HOW TO COMPLETE THIS TASK — For the data below, restate word for word only the lines from the line containing "Locate an element on the screen. The" through the line containing "pyautogui.click(x=<x>, y=<y>)", both ends included.

Items from a data source:

##############################

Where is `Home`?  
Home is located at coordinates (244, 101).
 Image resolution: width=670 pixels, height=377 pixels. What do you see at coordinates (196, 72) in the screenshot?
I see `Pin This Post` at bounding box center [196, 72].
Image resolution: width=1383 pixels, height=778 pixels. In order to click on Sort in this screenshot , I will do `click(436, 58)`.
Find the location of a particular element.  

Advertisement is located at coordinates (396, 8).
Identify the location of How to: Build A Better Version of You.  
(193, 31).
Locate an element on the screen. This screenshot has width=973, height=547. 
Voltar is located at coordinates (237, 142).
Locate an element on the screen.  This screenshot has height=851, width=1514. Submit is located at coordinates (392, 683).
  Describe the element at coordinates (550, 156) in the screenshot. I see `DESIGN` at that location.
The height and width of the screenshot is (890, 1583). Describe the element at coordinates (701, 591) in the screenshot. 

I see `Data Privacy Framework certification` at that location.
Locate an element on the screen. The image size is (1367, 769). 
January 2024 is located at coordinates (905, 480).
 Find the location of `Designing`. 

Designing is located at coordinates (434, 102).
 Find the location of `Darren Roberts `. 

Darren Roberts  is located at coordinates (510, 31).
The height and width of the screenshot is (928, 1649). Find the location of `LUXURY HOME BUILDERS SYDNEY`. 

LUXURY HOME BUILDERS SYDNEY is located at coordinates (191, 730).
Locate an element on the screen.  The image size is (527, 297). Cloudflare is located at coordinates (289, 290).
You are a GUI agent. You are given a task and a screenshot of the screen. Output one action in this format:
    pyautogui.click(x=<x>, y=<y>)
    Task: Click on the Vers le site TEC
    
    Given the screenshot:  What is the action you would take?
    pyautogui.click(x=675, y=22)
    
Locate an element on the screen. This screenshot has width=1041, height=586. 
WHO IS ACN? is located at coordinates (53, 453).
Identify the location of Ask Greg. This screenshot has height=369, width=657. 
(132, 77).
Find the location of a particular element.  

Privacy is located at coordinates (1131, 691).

##############################

RESPONSE TO THE EXERCISE —
Locate an element on the screen. The image size is (1367, 769). 
January 2024 is located at coordinates (905, 480).
 Find the location of `Designing`. 

Designing is located at coordinates (434, 102).
 Find the location of `Darren Roberts `. 

Darren Roberts  is located at coordinates (510, 31).
The height and width of the screenshot is (928, 1649). Find the location of `LUXURY HOME BUILDERS SYDNEY`. 

LUXURY HOME BUILDERS SYDNEY is located at coordinates (191, 730).
Locate an element on the screen.  The image size is (527, 297). Cloudflare is located at coordinates (289, 290).
You are a GUI agent. You are given a task and a screenshot of the screen. Output one action in this format:
    pyautogui.click(x=<x>, y=<y>)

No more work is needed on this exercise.